Thursday, May 02, 2024 Text is available under the CC BY-SA 3.0 licence.

Al Gore

« All quotes from this author
 

But as Al Gore says, if denial ain’t just a river in Egypt, despair ain’t just a tire in the trunk.
--
Michael Grunwald in "Sandy Ends the Silence" (7 November 2012)

 
Al Gore

» Al Gore - all quotes »



Tags: Al Gore Quotes, Authors starting by G


Similar quotes

 

Such a darling child, they would say, and pat her head. And Miriam would answer in her heart: you made my father a slave. You want us all dead. You are the river, you and all of Egypt. You are the river and as long as we stay beside you we are in danger of drowning.

 
Orson Scott Card
 

We Christians forget (if we ever learned) that attempts to redress real or imagined injustice by violent means are merely another exercise in denial — denial of God and her nonviolence towards us, denial of love of neighbor, denial of laws essential to our being.

 
Philip Berrigan
 

Dinocrates did not leave the king, but followed him into Egypt.
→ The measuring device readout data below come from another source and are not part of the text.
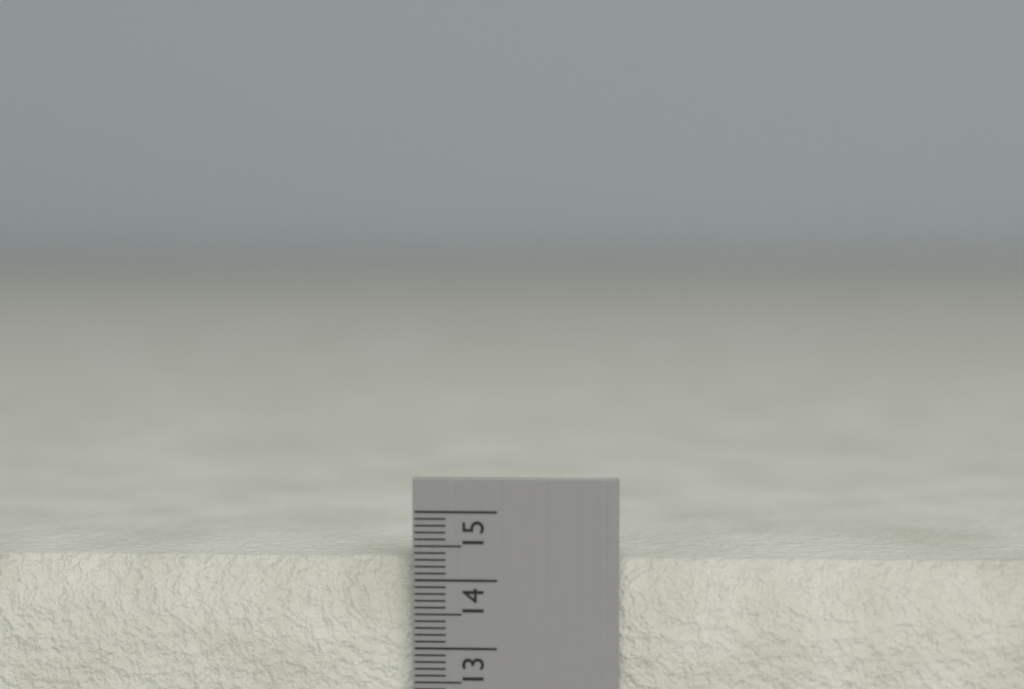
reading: 14.3 cm
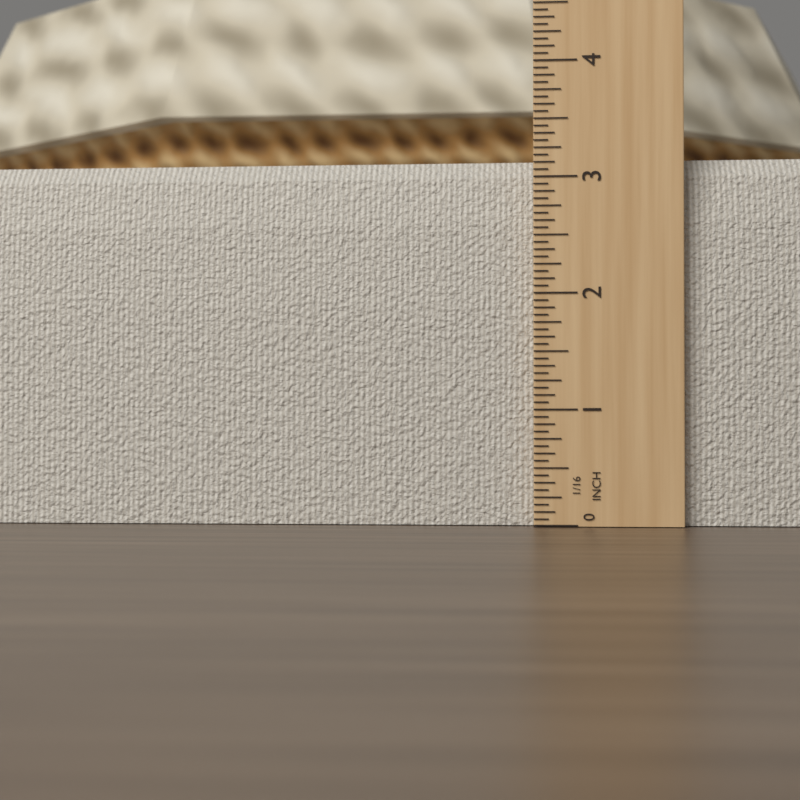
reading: 3.1875 in
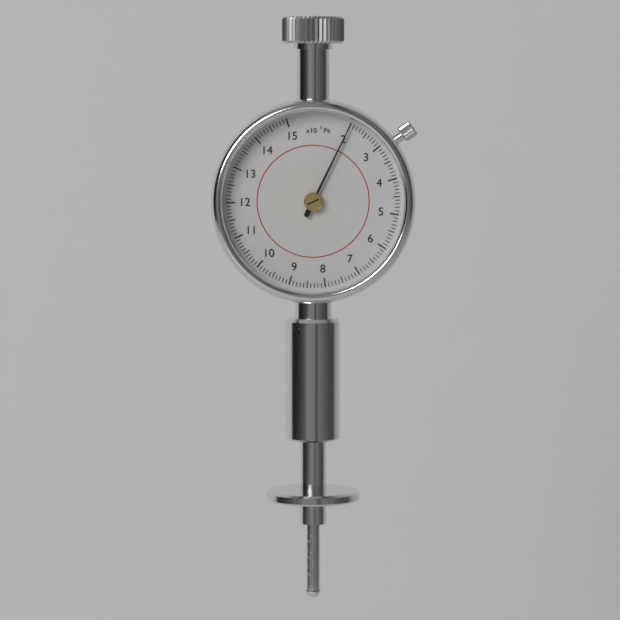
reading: 200000 Pa
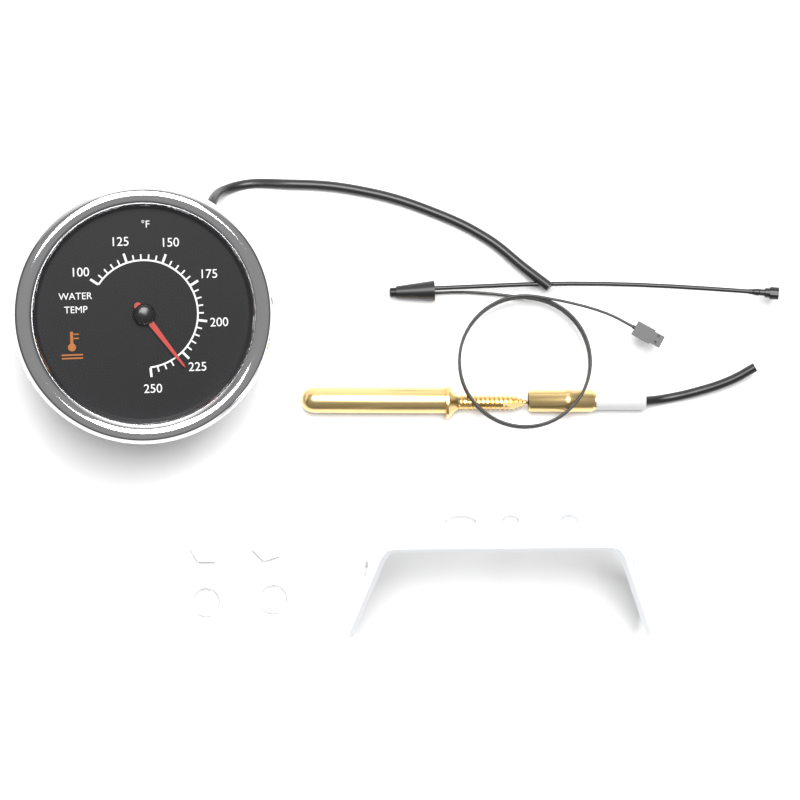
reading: 230 °F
There Alexander, observing a harbor rendered safe by nature, an excellent center for trade, cornfields throughout all Egypt, and the great usefulness of the mighty river Nile, ordered him to build the city of Alexandria, named after the king. This was how Dinocrates, recommended only by his good looks and dignified carriage, came to be so famous.

 
Vitruvius
 

Jewish folk music has made a most powerful impression on me. I never tire of delighting in it, it's multifaceted, it can appear to be happy while it is tragic. It's almost always laughter through tears. This quality of Jewish folk music is close to my ideas of what music should be. There should always be two layers in music. Jews were tormented for so long that they learned to hide their despair. They express despair in dance music.

 
Dmitri Shostakovich
 

Lengthy immersion in the works of other composers can tire. The music of Mozart does not tire, and this is one of its miracles.